An elderly man with a potbelly emerged from the opening and stood next to the woman.

“Heinrich Schwartz,” said the man after Chee introduced himself. “And this is Gisela.”

“I’m looking for a lost person. A blond woman driving a red car, or maybe walking around taking photographs. Have you seen her?”

“We haven’t seen anybody,” Heinrich said. “Nobody but you.”

The woman nodded. Chee thought she looked a bit like Louisa, Joe Leaphorn’s companion. He should call Louisa and find out how the Lieutenant was progressing.

“Have you seen any vehicles tonight?”

The man rubbed his scalp. “A truck with a trailer that stirred up dust. A motorcycle. One of those touring shuttle buses, empty. It made a lot of noise, too.”

“And that little car with loud music,” Gisela added. “It was red.”

“Which way was the car headed?” Chee asked.

The woman gestured with a pale arm. “It went by about an hour ago.”

“Did you see it again after that? Or hear it?”

“We did not,” the man said. His
w
’s sounded like
v
’s.

“Where are you visiting from?”

“We live in Germany.”

“Bavaria,” the woman said.

“Germany? Ma’am, from your English, I would have assumed you were American.”

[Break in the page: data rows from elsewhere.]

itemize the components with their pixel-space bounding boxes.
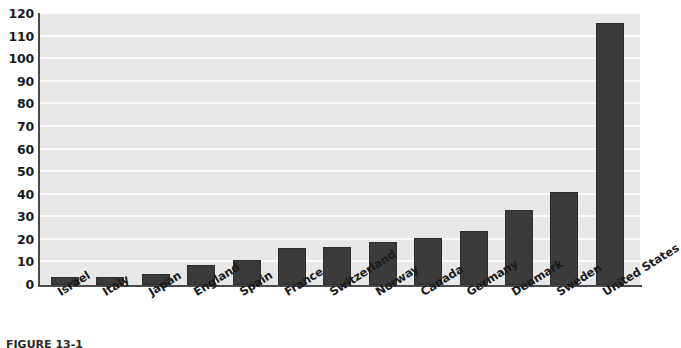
y-axis-tick-label: 110: [0, 31, 34, 43]
y-axis-tick-label: 40: [0, 189, 34, 201]
y-axis-tick-labels: 0102030405060708090100110120: [0, 0, 34, 348]
y-axis-tick-label: 100: [0, 53, 34, 65]
y-axis-tick-label: 90: [0, 76, 34, 88]
y-axis-tick-label: 30: [0, 211, 34, 223]
y-axis-tick-label: 50: [0, 166, 34, 178]
y-axis-tick-label: 60: [0, 144, 34, 156]
y-axis-tick-label: 120: [0, 8, 34, 20]
bar: [596, 23, 624, 285]
bar-series: [40, 14, 640, 285]
y-axis-tick-label: 20: [0, 234, 34, 246]
y-axis-tick-label: 0: [0, 279, 34, 291]
figure-caption: FIGURE 13-1: [6, 338, 83, 348]
x-axis-category-labels: IsraelItalyJapanEnglandSpainFranceSwitze…: [40, 287, 640, 348]
y-axis-tick-label: 10: [0, 256, 34, 268]
y-axis-tick-label: 80: [0, 98, 34, 110]
y-axis-tick-label: 70: [0, 121, 34, 133]
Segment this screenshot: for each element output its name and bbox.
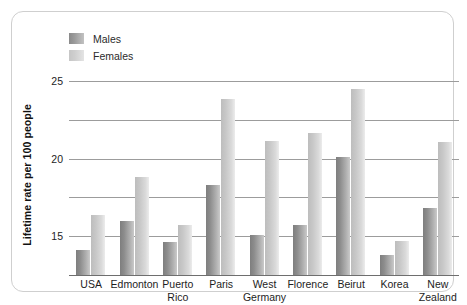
plot-area: 0510152025USAEdmontonPuertoRicoParisWest…	[69, 81, 459, 275]
bar-group: Paris	[206, 81, 235, 275]
bar-males-paris	[206, 185, 220, 275]
bar-males-florence	[293, 225, 307, 275]
chart-frame: Males Females Lifetime rate per 100 peop…	[11, 11, 454, 292]
x-tick-label-line: New	[402, 278, 467, 291]
x-tick-label-new-zealand: NewZealand	[402, 278, 467, 303]
bar-males-korea	[380, 255, 394, 275]
y-tick-label-20: 20	[51, 153, 63, 165]
bar-males-usa	[76, 250, 90, 275]
bar-group: PuertoRico	[163, 81, 192, 275]
bar-males-new-zealand	[423, 208, 437, 275]
legend-swatch-males	[69, 33, 84, 44]
bar-females-paris	[221, 99, 235, 275]
x-tick-label-line: Rico	[142, 291, 214, 304]
bar-group: Korea	[380, 81, 409, 275]
y-tick-label-15: 15	[51, 230, 63, 242]
legend-label-males: Males	[93, 33, 121, 45]
bar-group: Beirut	[336, 81, 365, 275]
bar-females-florence	[308, 133, 322, 275]
bar-males-west-germany	[250, 235, 264, 275]
bar-females-puerto-rico	[178, 225, 192, 275]
bar-females-korea	[395, 241, 409, 275]
y-axis-title-text: Lifetime rate per 100 people	[21, 104, 33, 246]
legend-label-females: Females	[93, 50, 133, 62]
bar-females-beirut	[351, 89, 365, 275]
bar-males-beirut	[336, 157, 350, 275]
bar-females-usa	[91, 215, 105, 275]
bar-group: Florence	[293, 81, 322, 275]
chart-legend: Males Females	[69, 30, 209, 64]
bar-group: USA	[76, 81, 105, 275]
bar-group: NewZealand	[423, 81, 452, 275]
legend-item-males: Males	[69, 30, 209, 47]
legend-swatch-females	[69, 50, 84, 61]
x-tick-label-line: Zealand	[402, 291, 467, 304]
bar-group: Edmonton	[120, 81, 149, 275]
figure: Males Females Lifetime rate per 100 peop…	[0, 0, 467, 305]
y-axis-title: Lifetime rate per 100 people	[20, 72, 34, 277]
bar-females-new-zealand	[438, 142, 452, 275]
bar-females-west-germany	[265, 141, 279, 275]
bar-males-edmonton	[120, 221, 134, 275]
bar-females-edmonton	[135, 177, 149, 275]
y-tick-label-25: 25	[51, 75, 63, 87]
bar-group: WestGermany	[250, 81, 279, 275]
x-axis-line: 0	[69, 275, 459, 276]
bar-males-puerto-rico	[163, 242, 177, 275]
x-tick-label-line: Germany	[229, 291, 301, 304]
legend-item-females: Females	[69, 47, 209, 64]
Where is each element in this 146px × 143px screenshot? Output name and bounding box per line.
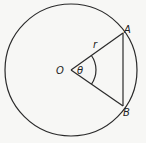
label-center-o: O (56, 65, 64, 76)
label-angle-theta: θ (77, 65, 83, 76)
label-point-b: B (123, 107, 130, 118)
angle-arc (91, 56, 96, 85)
circle-chord-diagram: O θ r A B (0, 0, 146, 143)
label-point-a: A (123, 24, 131, 35)
label-radius-r: r (93, 39, 98, 50)
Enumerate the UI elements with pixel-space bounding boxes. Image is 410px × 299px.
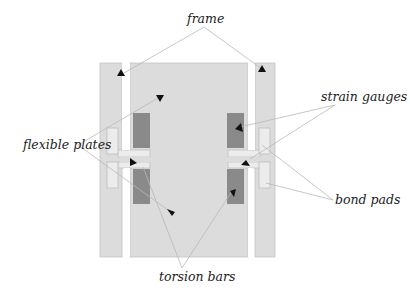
left-torsion-bar	[118, 150, 152, 168]
left-slot-lower	[124, 168, 130, 257]
right-torsion-bar	[226, 150, 260, 168]
bond-pad-left-lower	[107, 162, 118, 188]
frame-left-bar	[100, 63, 122, 257]
label-strain-gauges: strain gauges	[321, 91, 407, 104]
label-frame: frame	[187, 13, 224, 26]
strain-gauge-left-upper	[133, 113, 150, 148]
label-torsion-bars: torsion bars	[159, 271, 235, 284]
label-bond-pads: bond pads	[335, 194, 400, 207]
right-slot-upper	[248, 63, 255, 150]
right-slot-lower	[248, 168, 253, 257]
strain-gauge-right-lower	[227, 169, 244, 204]
bond-pad-right-lower	[259, 162, 270, 188]
left-slot-upper	[122, 63, 130, 150]
label-flexible-plates: flexible plates	[23, 139, 111, 152]
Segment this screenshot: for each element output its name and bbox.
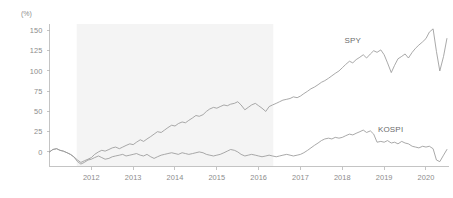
x-tick-label: 2019 — [376, 173, 393, 182]
chart-container: 0255075100125150201220132014201520162017… — [0, 0, 453, 198]
x-tick-label: 2016 — [250, 173, 267, 182]
line-chart: 0255075100125150201220132014201520162017… — [0, 0, 453, 198]
y-tick-label: 100 — [30, 67, 43, 76]
x-tick-label: 2014 — [167, 173, 184, 182]
x-tick-label: 2018 — [334, 173, 351, 182]
y-tick-label: 0 — [38, 148, 42, 157]
y-tick-label: 150 — [30, 26, 43, 35]
x-tick-label: 2020 — [418, 173, 435, 182]
y-tick-label: 125 — [30, 46, 43, 55]
series-label-spy: SPY — [344, 36, 361, 45]
y-axis-unit-label: (%) — [21, 10, 32, 18]
series-label-kospi: KOSPI — [378, 125, 403, 134]
x-tick-label: 2012 — [83, 173, 100, 182]
shaded-period — [77, 24, 274, 167]
shaded-period-band-layer — [77, 24, 274, 167]
x-tick-label: 2017 — [292, 173, 309, 182]
x-tick-label: 2015 — [208, 173, 225, 182]
y-tick-label: 50 — [34, 107, 42, 116]
x-tick-label: 2013 — [125, 173, 142, 182]
y-tick-label: 25 — [34, 127, 42, 136]
y-tick-label: 75 — [34, 87, 42, 96]
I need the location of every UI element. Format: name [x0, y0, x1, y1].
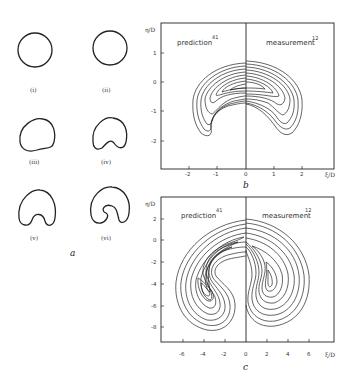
shape-vi: [91, 187, 130, 223]
svg-text:-2: -2: [221, 351, 226, 357]
panel-c: η/D prediction 41 measurement 12 2 0 -2 …: [145, 197, 335, 372]
panel-b-right-title: measurement: [266, 39, 315, 47]
svg-text:-4: -4: [151, 281, 157, 287]
panel-c-yaxis: 2 0 -2 -4 -6 -8: [151, 216, 164, 330]
panel-c-right-title: measurement: [262, 212, 311, 220]
shape-label-i: (i): [30, 86, 37, 93]
panel-c-left-ref: 41: [216, 207, 222, 213]
svg-text:0: 0: [244, 171, 248, 177]
shape-label-iv: (iv): [101, 158, 111, 165]
svg-text:-1: -1: [213, 171, 218, 177]
shape-label-iii: (iii): [29, 158, 39, 165]
panel-c-measurement-contours: [246, 219, 309, 326]
svg-text:0: 0: [153, 237, 157, 243]
svg-text:1: 1: [153, 50, 157, 56]
panel-b-label: b: [243, 180, 249, 190]
svg-text:2: 2: [153, 216, 157, 222]
shape-label-v: (v): [30, 234, 38, 241]
panel-a: (i) (ii) (iii) (iv) (v) (vi) a: [18, 31, 129, 258]
svg-text:6: 6: [307, 351, 311, 357]
shape-iii: [20, 119, 55, 151]
svg-text:0: 0: [153, 79, 157, 85]
svg-text:-8: -8: [151, 324, 157, 330]
svg-text:-6: -6: [151, 303, 157, 309]
panel-c-left-title: prediction: [181, 212, 216, 220]
svg-text:-2: -2: [151, 259, 156, 265]
panel-b-right-ref: 12: [312, 35, 318, 41]
panel-c-ylabel: η/D: [145, 200, 156, 208]
panel-c-xlabel: ξ/D: [325, 351, 335, 359]
shape-i: [18, 33, 52, 67]
panel-b-measurement-contours: [246, 61, 302, 135]
svg-text:-2: -2: [151, 138, 156, 144]
svg-text:4: 4: [286, 351, 290, 357]
svg-text:0: 0: [244, 351, 248, 357]
panel-c-prediction-contours: [176, 220, 246, 330]
shape-label-ii: (ii): [102, 86, 111, 93]
panel-c-label: c: [243, 362, 248, 372]
panel-c-right-ref: 12: [305, 207, 311, 213]
panel-b-left-title: prediction: [177, 39, 212, 47]
figure: (i) (ii) (iii) (iv) (v) (vi) a η/D predi…: [0, 0, 351, 386]
shape-iv: [93, 118, 127, 149]
panel-b-prediction-contours: [193, 63, 246, 136]
svg-text:-4: -4: [200, 351, 206, 357]
shape-label-vi: (vi): [101, 234, 111, 241]
shape-ii: [93, 31, 127, 65]
panel-b: η/D prediction 41 measurement 12 1 0 -1 …: [145, 23, 335, 190]
svg-text:-2: -2: [185, 171, 190, 177]
svg-text:2: 2: [300, 171, 304, 177]
panel-b-xaxis: -2 -1 0 1 2 ξ/D: [185, 166, 335, 179]
svg-text:1: 1: [272, 171, 276, 177]
panel-b-xlabel: ξ/D: [325, 171, 335, 179]
panel-a-label: a: [70, 248, 75, 258]
svg-text:2: 2: [265, 351, 269, 357]
svg-text:-1: -1: [151, 108, 156, 114]
shape-v: [19, 190, 56, 225]
panel-b-left-ref: 41: [212, 34, 218, 40]
panel-b-yaxis: 1 0 -1 -2: [151, 50, 164, 144]
panel-b-ylabel: η/D: [145, 26, 156, 34]
svg-text:-6: -6: [179, 351, 185, 357]
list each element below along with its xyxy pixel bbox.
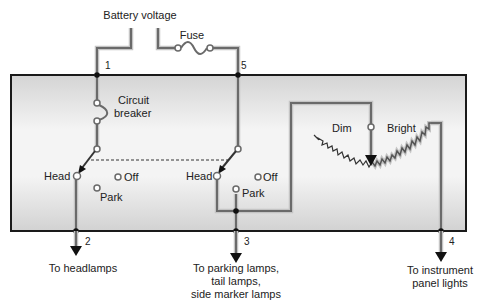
- headlamp-switch-diagram: Battery voltage Fuse Circuit breaker Hea…: [0, 0, 479, 307]
- to-headlamps-label: To headlamps: [49, 262, 118, 274]
- off-left-label: Off: [124, 171, 139, 183]
- to-parking-lamps-label-1: To parking lamps,: [193, 262, 279, 274]
- to-instrument-label-1: To instrument: [407, 264, 473, 276]
- to-parking-lamps-label-2: tail lamps,: [211, 275, 261, 287]
- to-parking-lamps-label-3: side marker lamps: [191, 288, 281, 300]
- fuse-to-terminal-5: [213, 48, 238, 75]
- head-left-label: Head: [44, 170, 70, 182]
- terminal-3: 3: [244, 236, 250, 247]
- park-left-label: Park: [100, 191, 123, 203]
- bright-label: Bright: [387, 122, 416, 134]
- head-right-label: Head: [186, 170, 212, 182]
- terminal-2: 2: [85, 236, 91, 247]
- off-right-label: Off: [263, 171, 278, 183]
- terminal-1: 1: [105, 60, 111, 71]
- circuit-breaker-label-2: breaker: [114, 107, 152, 119]
- terminal-4: 4: [449, 236, 455, 247]
- to-instrument-label-2: panel lights: [412, 277, 468, 289]
- battery-wire-left: [97, 28, 131, 75]
- output-arrows: [70, 231, 447, 263]
- park-right-label: Park: [242, 187, 265, 199]
- battery-wire-right: [158, 28, 175, 48]
- battery-voltage-label: Battery voltage: [103, 9, 176, 21]
- dim-label: Dim: [332, 122, 352, 134]
- circuit-breaker-label-1: Circuit: [118, 94, 149, 106]
- terminal-5: 5: [241, 60, 247, 71]
- fuse-label: Fuse: [180, 29, 204, 41]
- fuse-symbol: [175, 42, 213, 54]
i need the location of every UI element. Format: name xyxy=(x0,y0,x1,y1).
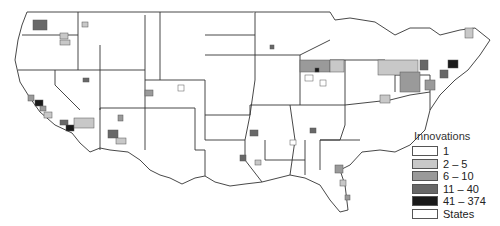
legend-title: Innovations xyxy=(414,130,500,142)
legend-label: 6 – 10 xyxy=(443,170,474,182)
legend-swatch xyxy=(412,159,438,169)
legend-label: 2 – 5 xyxy=(443,158,467,170)
legend-label: 41 – 374 xyxy=(443,195,486,207)
legend-swatch xyxy=(412,209,438,219)
legend: Innovations 1 2 – 5 6 – 10 11 – 40 41 – … xyxy=(412,130,500,220)
legend-item-6-10: 6 – 10 xyxy=(412,170,500,183)
legend-label: 11 – 40 xyxy=(443,183,479,195)
legend-item-41-374: 41 – 374 xyxy=(412,195,500,208)
legend-item-11-40: 11 – 40 xyxy=(412,183,500,196)
legend-swatch xyxy=(412,171,438,181)
legend-label: States xyxy=(443,208,474,220)
legend-item-2-5: 2 – 5 xyxy=(412,158,500,171)
legend-swatch xyxy=(412,146,438,156)
legend-item-states: States xyxy=(412,208,500,221)
legend-swatch xyxy=(412,184,438,194)
legend-swatch xyxy=(412,196,438,206)
legend-item-1: 1 xyxy=(412,145,500,158)
legend-label: 1 xyxy=(443,145,449,157)
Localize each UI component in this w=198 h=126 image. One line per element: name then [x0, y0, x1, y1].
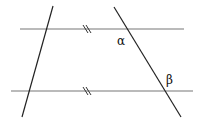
- angle-beta-label: β: [166, 74, 173, 86]
- left-transversal-line: [22, 6, 53, 117]
- geometry-diagram: [0, 0, 198, 126]
- angle-alpha-label: α: [117, 35, 125, 47]
- right-transversal-line: [114, 7, 181, 117]
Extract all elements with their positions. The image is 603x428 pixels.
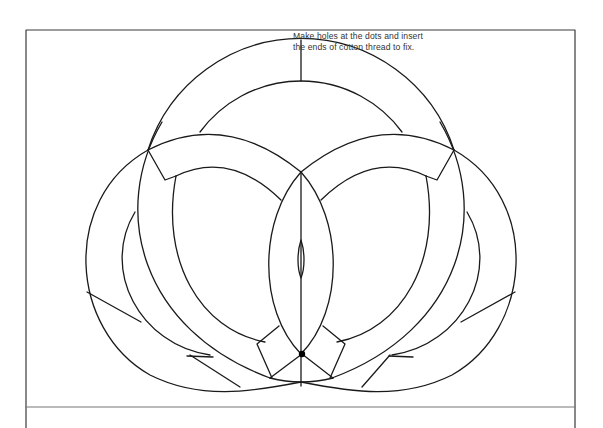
lens-right-arc [301,172,333,354]
thread-hole-dot [299,351,305,357]
lens-left-arc [269,172,301,354]
left-band-inner-arc [176,167,281,200]
right-band-outer-arc [301,134,454,172]
left-band-end-cut [148,150,176,180]
dot-left-diagonal [270,354,302,378]
dot-right-diagonal [302,354,333,378]
ring-template-diagram [0,0,603,428]
top-ring-inner-arc [200,81,402,132]
right-tab-bracket [323,326,345,378]
left-lower-wedge-line-1 [87,292,141,322]
right-ring-inner-arc-a [392,212,480,355]
left-lower-wedge-line-2 [190,355,240,387]
right-band-end-cut [426,150,454,180]
right-ring-band-arc [332,122,464,378]
left-band-outer-arc [148,134,301,172]
right-lower-wedge-line-2 [362,355,390,387]
left-lower-wedge-notch [187,356,213,357]
right-ring-inner-arc-b [337,176,430,342]
left-tab-bracket [257,326,279,378]
instruction-line-1: Make holes at the dots and insert [293,31,493,42]
left-ring-inner-arc-b [172,176,265,342]
left-ring-band-arc [138,122,270,378]
instruction-text: Make holes at the dots and insert the en… [293,31,493,52]
right-lower-wedge-notch [389,356,413,357]
instruction-line-2: the ends of cotton thread to fix. [293,42,493,53]
right-band-inner-arc [321,167,426,200]
left-ring-inner-arc-a [122,212,210,355]
right-lower-wedge-line-1 [461,292,515,322]
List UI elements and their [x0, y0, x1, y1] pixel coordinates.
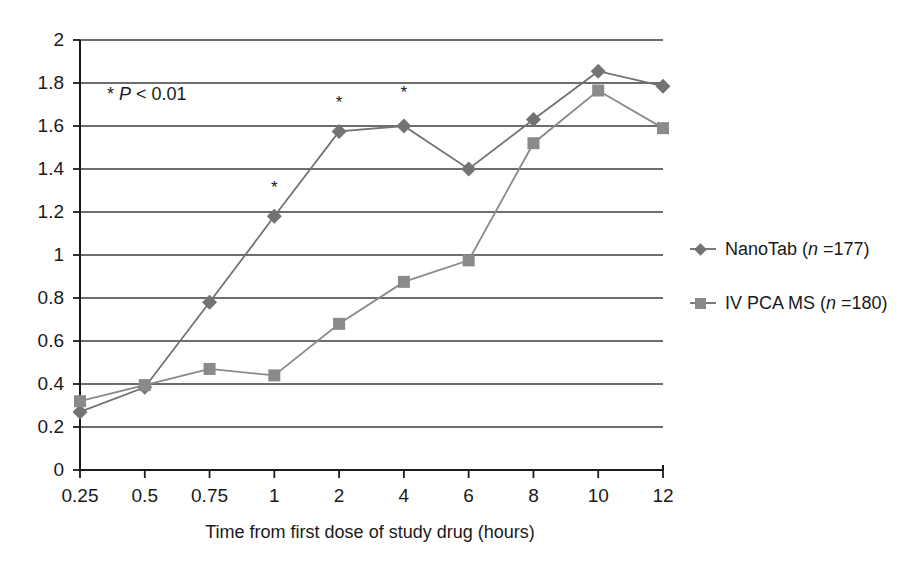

She nodded. “You’re right about that. I was born in the States, but I grew up in Germany and moved back there when I met this wonderful man. Finally I persuaded him to see the West, and now we’re in trouble.”

“We went to the camp across the highway,” the man said, “but it was full. We went to the campground in the park, but it was closed too. Where else can we go?”

The couple looked tired. They stood in silence, backlit by the glow from inside their little tent. Chee looked at their neat campsite.

“The next closest camp ground is Navajo National Monument, on the way to Tuba City. But they might be full too, and that’s a long drive. Tell you what. You can stay here tonight if you promise you will pack up and move out first thing in the morning. And no more illegal camping. You understand?”

Heinrich spoke quickly. “Yes, sir. We promise. You are kind. We will pay you the camping fee?”

Chee shook his head. “You can buy something for your wife from the next vendor you see. Help the families who live out here. Welcome to Navajoland.”

He could see Gisela relax. “My grandfather worked here back in the 1930s. He loved this place and the people.” She held out her arm. “I have this Indian bracelet he bought many years ago. He said it was made by a Navajo man.”

Chee looked at the sand-cast silver. “That is beautiful.”

“I’d like to get something like this for my daughter.”

“If you don’t find what you like out here, I have a relative who’s a jeweler, lives in Gallup. He might be able to come up with a copy for you.”

The woman pulled a wallet from her pocket and gave him a business card. “That would be wonderful. He can use this e-mail.”

Out of habit, Chee made a note of the husband’s name and the license number of their truck on the back of her card.